An openness and flair for casual invention characterizes the videos the organizers have called for, with the option for artists to use a smartphone to film anything including readings of portions cut from a play; displays of new designs; performances of new songs or dances; or of any of the presumably many things that recently got canceled amidst this crisis. Taylor Mac has recorded, in many sections, footage of judy sitting on a rock, reading judy’s recent Tony-nominated play Gary: A Sequel to Titus Andronicus. Mac explains, “The Trickle Up is a network where you would see stuff you would never otherwise get to see. When else are you going to see the playwright read their entire play?” The artists aim to begin the project as a grassroots effort among New York artists—who themselves represent various corners of the country and world—and see if and how it might expand to artists elsewhere from there.
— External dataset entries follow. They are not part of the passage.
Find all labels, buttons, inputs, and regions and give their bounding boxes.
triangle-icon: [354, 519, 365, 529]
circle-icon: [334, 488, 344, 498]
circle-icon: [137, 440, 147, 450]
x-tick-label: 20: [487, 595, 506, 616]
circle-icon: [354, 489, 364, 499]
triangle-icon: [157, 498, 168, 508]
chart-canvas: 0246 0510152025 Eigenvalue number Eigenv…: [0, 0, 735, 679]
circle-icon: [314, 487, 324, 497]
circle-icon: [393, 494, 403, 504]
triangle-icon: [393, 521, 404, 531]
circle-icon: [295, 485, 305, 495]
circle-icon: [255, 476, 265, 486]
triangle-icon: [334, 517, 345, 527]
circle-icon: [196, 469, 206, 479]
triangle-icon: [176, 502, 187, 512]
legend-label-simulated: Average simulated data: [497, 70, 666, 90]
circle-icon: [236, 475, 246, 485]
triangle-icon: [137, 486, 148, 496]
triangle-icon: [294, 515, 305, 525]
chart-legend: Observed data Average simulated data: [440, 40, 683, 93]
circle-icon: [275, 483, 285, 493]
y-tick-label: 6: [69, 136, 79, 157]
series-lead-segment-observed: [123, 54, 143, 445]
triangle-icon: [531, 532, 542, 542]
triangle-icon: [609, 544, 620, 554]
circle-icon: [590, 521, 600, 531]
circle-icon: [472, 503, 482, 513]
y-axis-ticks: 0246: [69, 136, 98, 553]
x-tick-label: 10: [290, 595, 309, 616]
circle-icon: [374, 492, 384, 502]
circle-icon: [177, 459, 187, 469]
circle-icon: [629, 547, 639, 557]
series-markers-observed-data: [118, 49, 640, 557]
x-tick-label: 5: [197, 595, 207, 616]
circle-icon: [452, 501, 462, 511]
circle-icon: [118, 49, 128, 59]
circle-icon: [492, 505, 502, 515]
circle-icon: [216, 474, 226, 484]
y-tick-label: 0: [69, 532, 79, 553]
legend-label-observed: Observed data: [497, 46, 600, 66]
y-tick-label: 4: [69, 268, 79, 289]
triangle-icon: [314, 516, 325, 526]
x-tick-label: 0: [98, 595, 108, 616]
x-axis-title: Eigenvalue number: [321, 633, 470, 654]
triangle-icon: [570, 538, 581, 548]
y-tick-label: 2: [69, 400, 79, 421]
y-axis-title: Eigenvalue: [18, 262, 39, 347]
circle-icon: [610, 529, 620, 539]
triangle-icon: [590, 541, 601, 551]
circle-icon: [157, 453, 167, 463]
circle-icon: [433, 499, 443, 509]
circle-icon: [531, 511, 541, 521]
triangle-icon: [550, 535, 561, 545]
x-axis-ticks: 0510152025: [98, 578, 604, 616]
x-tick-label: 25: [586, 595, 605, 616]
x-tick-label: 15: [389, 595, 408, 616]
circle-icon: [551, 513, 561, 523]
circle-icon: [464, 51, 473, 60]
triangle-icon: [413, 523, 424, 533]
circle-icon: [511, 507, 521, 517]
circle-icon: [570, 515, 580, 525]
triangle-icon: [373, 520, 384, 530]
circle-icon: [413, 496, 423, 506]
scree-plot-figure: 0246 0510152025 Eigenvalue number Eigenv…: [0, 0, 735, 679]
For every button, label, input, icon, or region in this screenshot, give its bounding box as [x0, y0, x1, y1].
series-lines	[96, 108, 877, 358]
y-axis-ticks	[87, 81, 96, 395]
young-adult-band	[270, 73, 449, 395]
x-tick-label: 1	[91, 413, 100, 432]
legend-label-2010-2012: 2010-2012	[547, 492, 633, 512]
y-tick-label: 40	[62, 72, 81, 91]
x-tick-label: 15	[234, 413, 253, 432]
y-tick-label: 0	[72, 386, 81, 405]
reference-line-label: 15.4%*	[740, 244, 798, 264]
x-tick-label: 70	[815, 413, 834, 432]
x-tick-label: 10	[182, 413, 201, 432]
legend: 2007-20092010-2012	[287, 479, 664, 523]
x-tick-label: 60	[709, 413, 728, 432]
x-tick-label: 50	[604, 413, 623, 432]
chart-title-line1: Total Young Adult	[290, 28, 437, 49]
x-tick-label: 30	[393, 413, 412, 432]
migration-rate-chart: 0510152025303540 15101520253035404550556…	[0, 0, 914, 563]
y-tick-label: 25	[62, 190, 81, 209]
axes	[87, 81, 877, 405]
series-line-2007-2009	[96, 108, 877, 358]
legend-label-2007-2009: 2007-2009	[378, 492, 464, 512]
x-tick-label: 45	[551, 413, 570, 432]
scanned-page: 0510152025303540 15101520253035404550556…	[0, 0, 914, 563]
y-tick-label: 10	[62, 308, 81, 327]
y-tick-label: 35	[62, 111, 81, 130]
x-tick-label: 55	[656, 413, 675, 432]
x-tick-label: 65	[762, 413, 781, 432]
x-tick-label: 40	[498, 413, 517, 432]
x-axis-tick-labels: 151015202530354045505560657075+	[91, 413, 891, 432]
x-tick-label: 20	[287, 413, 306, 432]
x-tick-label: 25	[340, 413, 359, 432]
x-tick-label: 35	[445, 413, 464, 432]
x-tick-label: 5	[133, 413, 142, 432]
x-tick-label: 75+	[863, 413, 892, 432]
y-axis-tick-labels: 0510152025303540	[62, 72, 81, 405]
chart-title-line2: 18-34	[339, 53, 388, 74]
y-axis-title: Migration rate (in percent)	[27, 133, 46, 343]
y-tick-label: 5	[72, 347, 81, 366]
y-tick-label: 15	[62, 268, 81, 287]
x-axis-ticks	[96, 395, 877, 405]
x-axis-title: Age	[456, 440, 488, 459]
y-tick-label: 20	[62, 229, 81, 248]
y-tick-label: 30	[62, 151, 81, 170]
Mac says, “I was at a theater and overheard somebody in the lobby say that yesterday she had three jobs and today she had zero jobs. This was a person living week-to-week already, and on my way home, I thought, ‘how is she going to survive, and what can we do to help someone in this position?’ As so many of us are people who currently or historically have lived below the poverty line, we know how hard it is to do basic things like buy groceries, and also we know how much a big lump sum like $10,000 can change your life. My first grant was $7,000 from the Peter S. Reed Foundation and was thanks to another artist, Elizabeth Swados, putting my name on the list of recipients. At the time I had no money and was racing to pay basic necessities. Getting that grant changed everything. Our hope is that we can do the same for an unprecedented number of artists. Both in this time of heightened need and moving forward. Every year.”